Click here to watch the clip at mylifetime.com.
Drop Dead Diva, an original Lifetime program, is a scripted show about a young fashion model named Deb who dies in a car accident and comes back to life as Jane, an older, wiser, plumper attorney. The latest episode had a storyline about Jane's assistant, Terry (played by comedian Margret Cho), whose cousin, a young man that she and her mother raised from infancy, is arrested on a minor charge, found guilty of a misdemeanor, and ordered to return to South Korea, although he has lived in the U.S. his entire life and, until his arrest, did not know he was an illegal immigrant.
Because this is an uplifting show about human experience, the storyline has a happy ending when Jane, the young man's defender, finds a loophole discovering that her client's biological father was a North Korean and argues asylum. But reality is not as kind as prime time programming. In our real court system this young man would have been deported, or--if he had the means--been held in a detention center for an unknown amount of time as he fought for asylum. In our real court system, immigration hearings are never so neatly and happily tied up.
It is sad to think how many real stories begin much like this fictionalized one, but end very differently. There are infants and children brought into this country every day, without say or explanation. My own mother was brought into the country illegally as an infant by her parents, and she never understood why her father would leave her behind in L.A. every time he took her younger sister and brothers to visit family in Baja California. (She began to believe she wasn’t his daughter.) These things do happen, but unfortunately they happen to people who don’t have the luck of fictional T.V. characters who can afford high class lawyers. No, the real world is much much harsher.
Perhaps the result of Drop Dead Diva’s immigration storyline is unbelievable, but it is good to see a prime time show presenting a story on immigrant rights through a recurring character (Cho) that the audience has connected with. And also, that the story focused on a Korean American family because we are all connected in these stories.
If you are interested in immigrant rights for children of immigrants you can check out the Dream Act and sign a petition here, or get active here.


▸ Activity:
Keep the pictures out. Copy every line of the listing exactly.
**********
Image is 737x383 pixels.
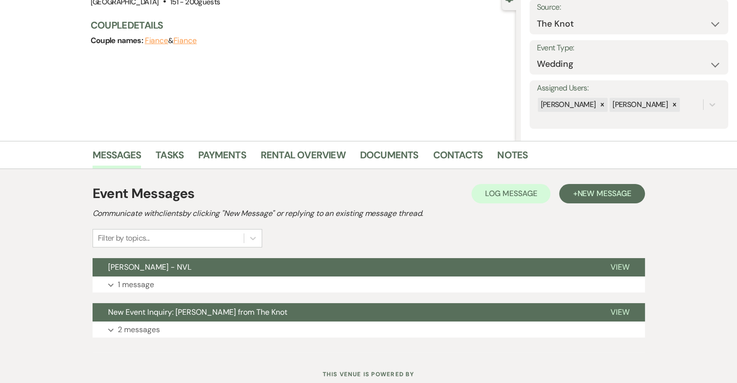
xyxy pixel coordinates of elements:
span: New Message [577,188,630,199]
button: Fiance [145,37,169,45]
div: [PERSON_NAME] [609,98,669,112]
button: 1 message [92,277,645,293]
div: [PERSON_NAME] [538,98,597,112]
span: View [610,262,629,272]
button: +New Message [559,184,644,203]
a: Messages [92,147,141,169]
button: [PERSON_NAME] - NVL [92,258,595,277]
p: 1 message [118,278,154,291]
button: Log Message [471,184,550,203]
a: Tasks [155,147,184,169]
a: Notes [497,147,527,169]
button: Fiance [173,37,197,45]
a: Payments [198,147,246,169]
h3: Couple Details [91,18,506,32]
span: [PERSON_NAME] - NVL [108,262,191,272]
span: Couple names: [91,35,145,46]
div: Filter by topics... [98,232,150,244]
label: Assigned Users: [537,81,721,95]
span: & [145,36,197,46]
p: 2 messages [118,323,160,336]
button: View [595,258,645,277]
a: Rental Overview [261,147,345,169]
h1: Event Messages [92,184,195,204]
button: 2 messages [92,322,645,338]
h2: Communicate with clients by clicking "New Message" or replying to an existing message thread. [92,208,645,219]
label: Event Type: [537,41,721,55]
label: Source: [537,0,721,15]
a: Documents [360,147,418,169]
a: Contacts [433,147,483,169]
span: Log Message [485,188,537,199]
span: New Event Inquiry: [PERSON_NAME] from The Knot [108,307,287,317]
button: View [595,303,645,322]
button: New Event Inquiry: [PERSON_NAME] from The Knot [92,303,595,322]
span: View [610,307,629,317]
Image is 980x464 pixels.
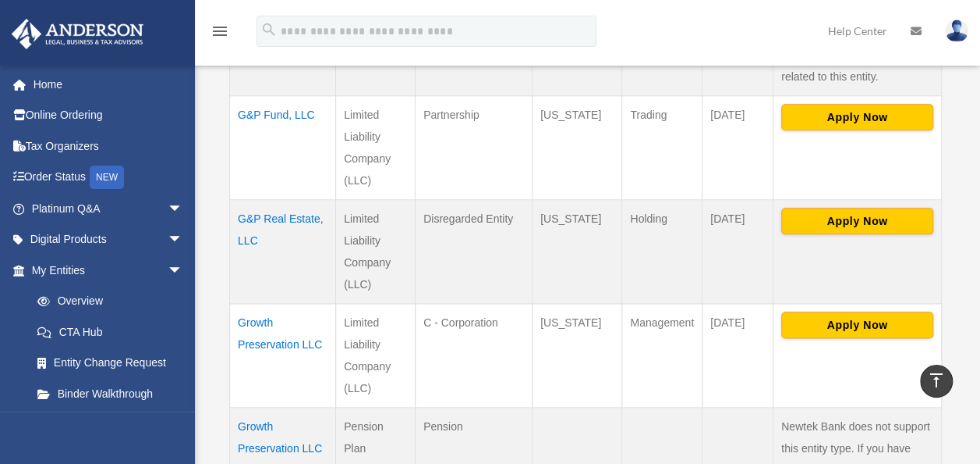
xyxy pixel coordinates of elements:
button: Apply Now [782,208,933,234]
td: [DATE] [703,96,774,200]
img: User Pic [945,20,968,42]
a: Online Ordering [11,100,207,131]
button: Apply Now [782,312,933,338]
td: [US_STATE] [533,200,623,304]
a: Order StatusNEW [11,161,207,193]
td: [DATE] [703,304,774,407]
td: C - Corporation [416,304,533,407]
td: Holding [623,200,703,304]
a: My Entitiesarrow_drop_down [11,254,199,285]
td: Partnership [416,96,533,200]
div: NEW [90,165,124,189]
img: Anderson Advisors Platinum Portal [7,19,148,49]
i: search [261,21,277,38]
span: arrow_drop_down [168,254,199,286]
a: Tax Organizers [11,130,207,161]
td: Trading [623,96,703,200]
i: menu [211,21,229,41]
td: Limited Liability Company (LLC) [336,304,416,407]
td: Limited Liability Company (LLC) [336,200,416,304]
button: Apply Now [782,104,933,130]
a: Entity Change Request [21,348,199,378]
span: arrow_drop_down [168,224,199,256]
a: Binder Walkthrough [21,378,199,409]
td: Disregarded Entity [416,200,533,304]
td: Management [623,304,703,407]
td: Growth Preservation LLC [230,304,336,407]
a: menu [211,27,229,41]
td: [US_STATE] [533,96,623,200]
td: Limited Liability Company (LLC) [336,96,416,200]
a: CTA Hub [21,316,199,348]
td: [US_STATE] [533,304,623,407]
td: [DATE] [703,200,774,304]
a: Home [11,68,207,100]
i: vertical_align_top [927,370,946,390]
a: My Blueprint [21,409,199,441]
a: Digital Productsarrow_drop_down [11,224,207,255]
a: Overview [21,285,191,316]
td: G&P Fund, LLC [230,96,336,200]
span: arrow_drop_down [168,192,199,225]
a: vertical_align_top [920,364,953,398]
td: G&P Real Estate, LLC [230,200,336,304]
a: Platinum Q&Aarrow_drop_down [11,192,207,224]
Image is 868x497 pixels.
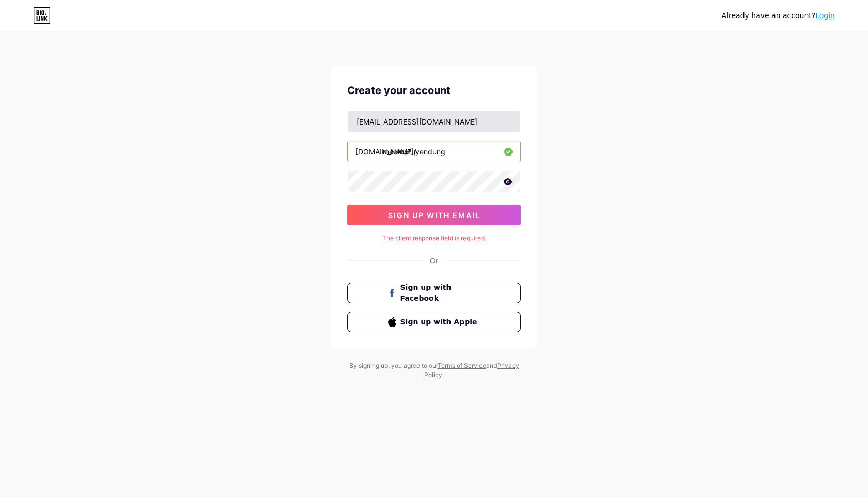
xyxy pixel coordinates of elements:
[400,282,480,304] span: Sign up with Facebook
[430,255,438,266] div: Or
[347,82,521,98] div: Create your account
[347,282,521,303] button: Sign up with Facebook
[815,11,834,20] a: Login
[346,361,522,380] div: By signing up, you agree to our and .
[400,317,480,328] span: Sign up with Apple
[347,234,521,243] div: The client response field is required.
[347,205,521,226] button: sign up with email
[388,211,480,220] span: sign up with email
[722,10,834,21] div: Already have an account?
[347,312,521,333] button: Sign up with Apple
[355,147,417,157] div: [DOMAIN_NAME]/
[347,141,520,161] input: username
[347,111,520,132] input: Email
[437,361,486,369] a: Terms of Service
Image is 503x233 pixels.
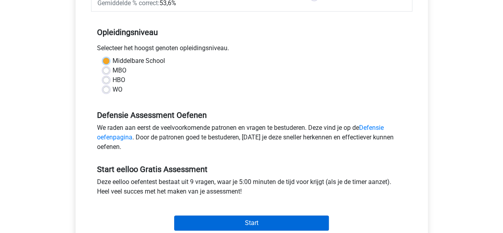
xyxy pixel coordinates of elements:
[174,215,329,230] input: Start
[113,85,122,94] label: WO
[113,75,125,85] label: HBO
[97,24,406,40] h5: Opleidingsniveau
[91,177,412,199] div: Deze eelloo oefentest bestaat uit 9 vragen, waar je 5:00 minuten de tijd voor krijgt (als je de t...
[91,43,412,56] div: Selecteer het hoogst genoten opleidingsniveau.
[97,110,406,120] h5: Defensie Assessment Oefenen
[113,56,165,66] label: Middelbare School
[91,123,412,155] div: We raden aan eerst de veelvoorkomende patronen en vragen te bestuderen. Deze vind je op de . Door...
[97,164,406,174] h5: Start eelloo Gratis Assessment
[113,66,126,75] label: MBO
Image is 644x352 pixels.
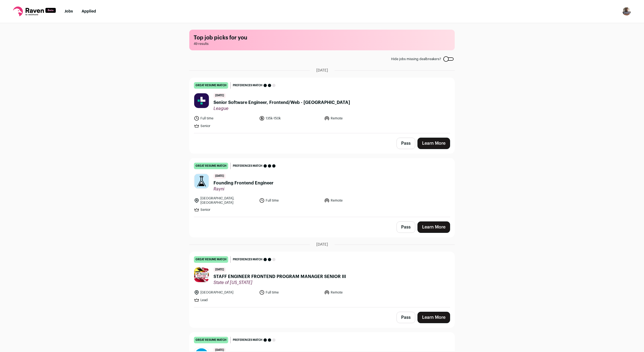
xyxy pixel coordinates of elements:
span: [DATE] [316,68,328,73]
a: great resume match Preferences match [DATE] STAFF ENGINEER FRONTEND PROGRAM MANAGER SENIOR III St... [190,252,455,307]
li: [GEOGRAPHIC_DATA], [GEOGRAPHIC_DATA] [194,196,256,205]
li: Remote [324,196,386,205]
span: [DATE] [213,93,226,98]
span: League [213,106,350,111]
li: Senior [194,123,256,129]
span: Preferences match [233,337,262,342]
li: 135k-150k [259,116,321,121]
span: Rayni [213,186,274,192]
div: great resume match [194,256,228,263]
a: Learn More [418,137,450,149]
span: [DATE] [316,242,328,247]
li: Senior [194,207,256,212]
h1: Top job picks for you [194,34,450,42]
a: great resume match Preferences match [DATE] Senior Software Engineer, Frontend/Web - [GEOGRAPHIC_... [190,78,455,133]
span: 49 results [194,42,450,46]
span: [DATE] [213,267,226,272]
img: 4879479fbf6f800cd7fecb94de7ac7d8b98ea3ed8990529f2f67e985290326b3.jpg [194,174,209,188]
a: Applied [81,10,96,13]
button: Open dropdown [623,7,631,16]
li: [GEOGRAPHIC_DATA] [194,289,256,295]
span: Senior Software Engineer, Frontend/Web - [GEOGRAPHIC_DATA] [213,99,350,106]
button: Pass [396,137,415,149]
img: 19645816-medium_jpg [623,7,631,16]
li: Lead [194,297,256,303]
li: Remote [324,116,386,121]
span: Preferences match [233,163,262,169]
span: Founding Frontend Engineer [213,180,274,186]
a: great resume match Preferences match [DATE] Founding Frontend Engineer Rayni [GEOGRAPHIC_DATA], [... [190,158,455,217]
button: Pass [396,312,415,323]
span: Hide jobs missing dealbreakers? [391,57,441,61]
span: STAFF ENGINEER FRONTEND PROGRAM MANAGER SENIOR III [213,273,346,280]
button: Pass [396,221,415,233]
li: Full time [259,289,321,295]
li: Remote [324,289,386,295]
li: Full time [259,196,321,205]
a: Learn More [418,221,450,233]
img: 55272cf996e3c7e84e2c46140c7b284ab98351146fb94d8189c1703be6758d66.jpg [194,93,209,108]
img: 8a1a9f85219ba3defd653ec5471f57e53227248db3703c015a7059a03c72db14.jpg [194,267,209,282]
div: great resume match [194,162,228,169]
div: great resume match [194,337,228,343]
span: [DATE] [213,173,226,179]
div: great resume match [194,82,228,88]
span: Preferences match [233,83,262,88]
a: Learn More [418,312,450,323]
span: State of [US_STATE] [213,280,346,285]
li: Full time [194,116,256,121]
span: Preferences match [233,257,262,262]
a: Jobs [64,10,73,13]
**********
▸ Written response:
Image is 737x383 pixels.
xyxy pixel coordinates of elements:
span: New Message [577,188,630,199]
button: Fiance [145,37,169,45]
div: [PERSON_NAME] [609,98,669,112]
button: 1 message [92,277,645,293]
div: [PERSON_NAME] [538,98,597,112]
span: View [610,262,629,272]
button: +New Message [559,184,644,203]
a: Messages [92,147,141,169]
button: [PERSON_NAME] - NVL [92,258,595,277]
p: 1 message [118,278,154,291]
button: Log Message [471,184,550,203]
a: Tasks [155,147,184,169]
a: Notes [497,147,527,169]
button: Fiance [173,37,197,45]
a: Payments [198,147,246,169]
h3: Couple Details [91,18,506,32]
span: [PERSON_NAME] - NVL [108,262,191,272]
span: Couple names: [91,35,145,46]
div: Filter by topics... [98,232,150,244]
label: Assigned Users: [537,81,721,95]
span: & [145,36,197,46]
p: 2 messages [118,323,160,336]
button: View [595,258,645,277]
a: Rental Overview [261,147,345,169]
h1: Event Messages [92,184,195,204]
button: 2 messages [92,322,645,338]
h2: Communicate with clients by clicking "New Message" or replying to an existing message thread. [92,208,645,219]
label: Event Type: [537,41,721,55]
label: Source: [537,0,721,15]
a: Documents [360,147,418,169]
a: Contacts [433,147,483,169]
span: Log Message [485,188,537,199]
span: New Event Inquiry: [PERSON_NAME] from The Knot [108,307,287,317]
button: View [595,303,645,322]
button: New Event Inquiry: [PERSON_NAME] from The Knot [92,303,595,322]
span: View [610,307,629,317]
Image is 980x464 pixels.
xyxy pixel coordinates of elements:
button: Apply Now [782,208,933,234]
td: [DATE] [703,96,774,200]
img: User Pic [945,20,968,42]
a: Online Ordering [11,100,207,131]
button: Apply Now [782,312,933,338]
td: [US_STATE] [533,200,623,304]
a: Order StatusNEW [11,161,207,193]
td: [DATE] [703,304,774,407]
td: C - Corporation [416,304,533,407]
td: Holding [623,200,703,304]
a: My Entitiesarrow_drop_down [11,254,199,285]
td: Partnership [416,96,533,200]
div: NEW [90,165,124,189]
img: Anderson Advisors Platinum Portal [7,19,148,49]
i: search [261,21,277,38]
span: arrow_drop_down [168,254,199,286]
a: Tax Organizers [11,130,207,161]
td: Trading [623,96,703,200]
i: menu [211,21,229,41]
td: Limited Liability Company (LLC) [336,304,416,407]
td: Limited Liability Company (LLC) [336,200,416,304]
button: Apply Now [782,104,933,130]
a: Entity Change Request [21,348,199,378]
span: arrow_drop_down [168,224,199,256]
a: Binder Walkthrough [21,378,199,409]
td: Disregarded Entity [416,200,533,304]
td: Management [623,304,703,407]
td: Growth Preservation LLC [230,304,336,407]
a: menu [211,27,229,41]
td: [US_STATE] [533,96,623,200]
td: Limited Liability Company (LLC) [336,96,416,200]
a: CTA Hub [21,316,199,348]
td: [US_STATE] [533,304,623,407]
td: [DATE] [703,200,774,304]
a: Home [11,68,207,100]
i: vertical_align_top [927,370,946,390]
a: My Blueprint [21,409,199,441]
a: Digital Productsarrow_drop_down [11,224,207,255]
a: Overview [21,285,191,316]
td: G&P Fund, LLC [230,96,336,200]
span: arrow_drop_down [168,192,199,225]
a: vertical_align_top [920,364,953,398]
td: G&P Real Estate, LLC [230,200,336,304]
a: Platinum Q&Aarrow_drop_down [11,192,207,224]
Image is 868x497 pixels.
xyxy pixel coordinates of elements:
[400,282,480,304] span: Sign up with Facebook
[430,255,438,266] div: Or
[347,82,521,98] div: Create your account
[347,282,521,303] button: Sign up with Facebook
[815,11,834,20] a: Login
[346,361,522,380] div: By signing up, you agree to our and .
[400,317,480,328] span: Sign up with Apple
[347,234,521,243] div: The client response field is required.
[347,205,521,226] button: sign up with email
[388,211,480,220] span: sign up with email
[722,10,834,21] div: Already have an account?
[347,312,521,333] button: Sign up with Apple
[355,147,417,157] div: [DOMAIN_NAME]/
[347,141,520,161] input: username
[347,111,520,132] input: Email
[437,361,486,369] a: Terms of Service
Image is 503x233 pixels.
xyxy pixel coordinates of elements:
[174,215,329,230] input: Start
[113,85,122,94] label: WO
[113,75,125,85] label: HBO
[97,24,406,40] h5: Opleidingsniveau
[91,177,412,199] div: Deze eelloo oefentest bestaat uit 9 vragen, waar je 5:00 minuten de tijd voor krijgt (als je de t...
[91,43,412,56] div: Selecteer het hoogst genoten opleidingsniveau.
[97,110,406,120] h5: Defensie Assessment Oefenen
[113,56,165,66] label: Middelbare School
[91,123,412,155] div: We raden aan eerst de veelvoorkomende patronen en vragen te bestuderen. Deze vind je op de . Door...
[97,164,406,174] h5: Start eelloo Gratis Assessment
[113,66,126,75] label: MBO
Image is 644x352 pixels.
xyxy pixel coordinates of elements:
span: [DATE] [316,68,328,73]
a: great resume match Preferences match [DATE] STAFF ENGINEER FRONTEND PROGRAM MANAGER SENIOR III St... [190,252,455,307]
li: [GEOGRAPHIC_DATA], [GEOGRAPHIC_DATA] [194,196,256,205]
li: Remote [324,196,386,205]
span: [DATE] [213,93,226,98]
span: League [213,106,350,111]
li: Senior [194,123,256,129]
span: Preferences match [233,337,262,342]
li: 135k-150k [259,116,321,121]
span: Rayni [213,186,274,192]
div: great resume match [194,256,228,263]
a: Learn More [418,137,450,149]
span: [DATE] [316,242,328,247]
li: Senior [194,207,256,212]
h1: Top job picks for you [194,34,450,42]
a: great resume match Preferences match [DATE] Senior Software Engineer, Frontend/Web - [GEOGRAPHIC_... [190,78,455,133]
span: 49 results [194,42,450,46]
span: [DATE] [213,267,226,272]
img: 4879479fbf6f800cd7fecb94de7ac7d8b98ea3ed8990529f2f67e985290326b3.jpg [194,174,209,188]
a: Applied [81,10,96,13]
button: Open dropdown [623,7,631,16]
li: [GEOGRAPHIC_DATA] [194,289,256,295]
span: Senior Software Engineer, Frontend/Web - [GEOGRAPHIC_DATA] [213,99,350,106]
button: Pass [396,137,415,149]
img: 19645816-medium_jpg [623,7,631,16]
li: Lead [194,297,256,303]
li: Remote [324,116,386,121]
span: Preferences match [233,163,262,169]
span: Founding Frontend Engineer [213,180,274,186]
a: great resume match Preferences match [DATE] Founding Frontend Engineer Rayni [GEOGRAPHIC_DATA], [... [190,158,455,217]
button: Pass [396,312,415,323]
span: Hide jobs missing dealbreakers? [391,57,441,61]
span: STAFF ENGINEER FRONTEND PROGRAM MANAGER SENIOR III [213,273,346,280]
button: Pass [396,221,415,233]
li: Full time [259,289,321,295]
li: Remote [324,289,386,295]
li: Full time [259,196,321,205]
a: Learn More [418,221,450,233]
img: 55272cf996e3c7e84e2c46140c7b284ab98351146fb94d8189c1703be6758d66.jpg [194,93,209,108]
img: 8a1a9f85219ba3defd653ec5471f57e53227248db3703c015a7059a03c72db14.jpg [194,267,209,282]
div: great resume match [194,162,228,169]
div: great resume match [194,337,228,343]
span: [DATE] [213,173,226,179]
div: great resume match [194,82,228,88]
span: Preferences match [233,83,262,88]
a: Learn More [418,312,450,323]
span: State of [US_STATE] [213,280,346,285]
li: Full time [194,116,256,121]
span: Preferences match [233,257,262,262]
a: Jobs [64,10,73,13]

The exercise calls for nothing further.